Back in the heady late Eighties the company managed to earn margins of 13 per cent at the peak. Such trading conditions are unlikely to return.
But the group is confident that it can eventually get back to margins of 10 per cent or more against the present 3.6 per cent. The question is when. But if it can do so over a reasonable period the current rating is not as demanding as it appears.
Signs of what can be achieved are evident in the 1993-94 results. Pre-tax profits, including a pounds 30m turnround on exceptional items, jumped from pounds 41m to pounds 98m.
Within this, US trading profits soared from pounds 5m to pounds 26.8m on a 10 per cent increase in sales, illustrating the operational gearing available in Europe when recovery gets fully into its stride.
US prices rose last year as capacity utilisation reached 95 per cent. Pilkington suffered from a 10 per cent price fall in Germany but enjoyed post-devaluation volume gains in the UK and has secured a solid 5 per cent price rise in February. Brazil and Argentina are powering away.

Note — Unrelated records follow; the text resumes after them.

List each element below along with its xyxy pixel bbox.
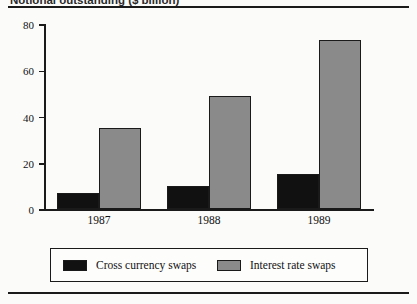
y-axis-tick [39,117,44,119]
x-axis-label-1989: 1989 [308,214,331,226]
legend-item-1: Interest rate swaps [217,249,336,281]
bar-1988-series-0 [167,186,209,209]
bar-1988-series-1 [209,96,251,209]
y-axis-tick-label: 60 [23,66,34,77]
y-axis-tick-label: 20 [23,158,34,169]
bar-1989-series-1 [319,40,361,209]
legend-swatch-icon-1 [217,260,241,271]
legend-item-0: Cross currency swaps [63,249,196,281]
bottom-horizontal-rule [8,292,409,294]
bar-1987-series-1 [99,128,141,209]
bar-chart-plot-area: 020406080 198719881989 [44,24,374,210]
figure-container: Notional outstanding ($ billion) 0204060… [0,0,417,304]
bar-1989-series-0 [277,174,319,209]
legend-swatch-icon-0 [63,260,87,271]
bar-1987-series-0 [57,193,99,209]
y-axis-tick-label: 40 [23,112,34,123]
y-axis-tick [39,71,44,73]
y-axis-tick [39,209,44,211]
y-axis-tick-label: 80 [23,20,34,31]
legend-label-0: Cross currency swaps [96,259,196,271]
legend-label-1: Interest rate swaps [250,259,336,271]
top-horizontal-rule [8,6,409,8]
x-axis-label-1987: 1987 [88,214,111,226]
chart-legend: Cross currency swapsInterest rate swaps [50,248,368,282]
x-axis-line [44,209,374,211]
y-axis-tick [39,24,44,26]
x-axis-label-1988: 1988 [198,214,221,226]
y-axis-tick [39,163,44,165]
y-axis-line [44,24,46,210]
y-axis-tick-label: 0 [29,205,35,216]
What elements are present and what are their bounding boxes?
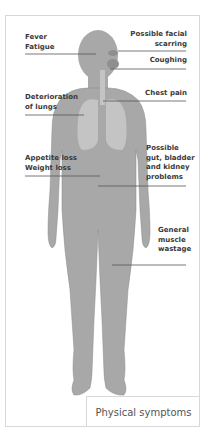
label-deterioration-lungs: Deterioration of lungs [25,93,78,112]
label-muscle-wastage: General muscle wastage [158,226,191,255]
label-chest-pain: Chest pain [145,89,187,99]
human-body-figure [0,0,211,444]
label-coughing: Coughing [150,56,187,66]
label-gut-bladder-kidney: Possible gut, bladder and kidney problem… [146,144,195,182]
label-fever-fatigue: Fever Fatigue [25,33,55,52]
label-facial-scarring: Possible facial scarring [130,30,187,49]
diagram-caption: Physical symptoms [86,396,200,427]
label-appetite-weight-loss: Appetite loss Weight loss [25,154,77,173]
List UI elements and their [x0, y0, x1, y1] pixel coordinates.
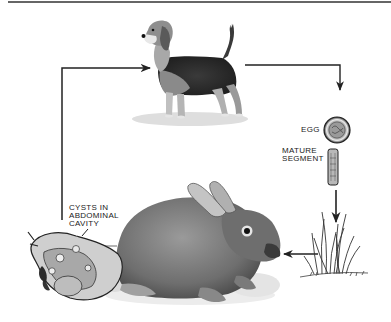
egg-illustration: [324, 117, 350, 143]
arrow-cysts-to-dog: [62, 68, 150, 220]
rabbit-illustration: [105, 182, 280, 305]
dog-illustration: [132, 20, 248, 126]
diagram-artwork: [0, 0, 391, 322]
mature-segment-label: MATURE SEGMENT: [282, 147, 324, 163]
cysts-organ-illustration: [28, 232, 122, 300]
arrow-dog-to-egg: [245, 65, 340, 90]
cysts-leader-line: [82, 229, 88, 236]
segment-illustration: [328, 149, 338, 185]
life-cycle-diagram: EGG MATURE SEGMENT CYSTS IN ABDOMINAL CA…: [0, 0, 391, 322]
grass-illustration: [300, 212, 368, 277]
egg-label: EGG: [301, 126, 320, 135]
cysts-label: CYSTS IN ABDOMINAL CAVITY: [69, 204, 119, 228]
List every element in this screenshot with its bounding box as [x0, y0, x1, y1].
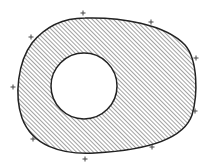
circular-hole	[51, 53, 117, 119]
plus-mark	[194, 56, 199, 61]
plus-mark	[81, 11, 86, 16]
plus-mark	[29, 35, 34, 40]
plus-mark	[83, 157, 88, 162]
plus-mark	[11, 85, 16, 90]
diagram-canvas	[0, 0, 210, 166]
plus-mark	[149, 20, 154, 25]
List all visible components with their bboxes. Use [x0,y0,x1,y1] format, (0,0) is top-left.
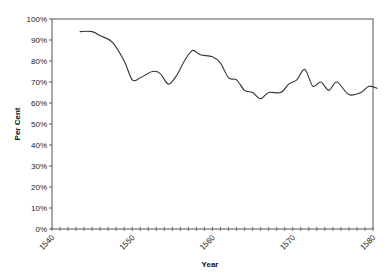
y-tick-label: 40% [31,141,47,150]
x-axis-title: Year [202,260,219,269]
y-tick-label: 70% [31,78,47,87]
y-axis-title: Per Cent [13,107,22,140]
y-tick-label: 20% [31,183,47,192]
y-tick-label: 80% [31,57,47,66]
y-tick-label: 60% [31,99,47,108]
y-tick-label: 0% [35,225,47,234]
y-tick-label: 100% [27,15,47,24]
y-tick-label: 10% [31,204,47,213]
y-tick-label: 50% [31,120,47,129]
y-tick-label: 90% [31,36,47,45]
plot-area [52,19,373,229]
y-tick-label: 30% [31,162,47,171]
line-chart: 0%10%20%30%40%50%60%70%80%90%100% 154015… [0,0,389,280]
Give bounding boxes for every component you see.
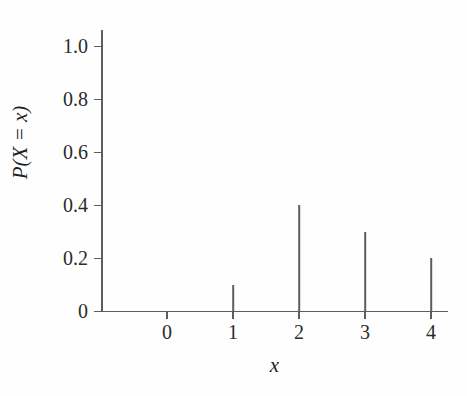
stem-bar	[430, 258, 432, 311]
x-axis-title: x	[101, 353, 448, 378]
x-tick-label: 3	[360, 322, 370, 342]
y-axis-line	[101, 30, 103, 312]
x-tick-mark	[166, 311, 167, 319]
x-tick-label: 1	[228, 322, 238, 342]
x-tick-mark	[364, 311, 365, 319]
stem-bar	[364, 232, 366, 312]
x-tick-mark	[430, 311, 431, 319]
stem-bar	[298, 205, 300, 311]
x-axis-line	[101, 311, 448, 313]
pmf-stem-chart: 1.00.80.60.40.20 01234 P(X = x) x	[0, 0, 467, 396]
y-tick-label: 0.2	[0, 248, 101, 268]
x-tick-mark	[232, 311, 233, 319]
x-tick-mark	[298, 311, 299, 319]
x-tick-label: 4	[426, 322, 436, 342]
x-tick-label: 2	[294, 322, 304, 342]
stem-bar	[232, 285, 234, 312]
x-tick-label: 0	[162, 322, 172, 342]
y-tick-label: 0	[0, 301, 101, 321]
y-axis-title: P(X = x)	[8, 78, 33, 208]
y-tick-label: 1.0	[0, 36, 101, 56]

Hefty job cuts - 1,700 last year and another 1,350 this - are boosting operational gearing while financial gearing is easing ahead of target even with the deferment of the Australian flotation.
As prices and volume improve in Europe and continue to rise in the US, all with the help of a shift towards higher value-added new products, pre-tax profits of more than pounds 250m in three years are feasible. A price/earnings ratio of 11 even that far ahead is not outrageous and renewed dividend growth from the current 4p base is not at odds with a 3 per cent yield.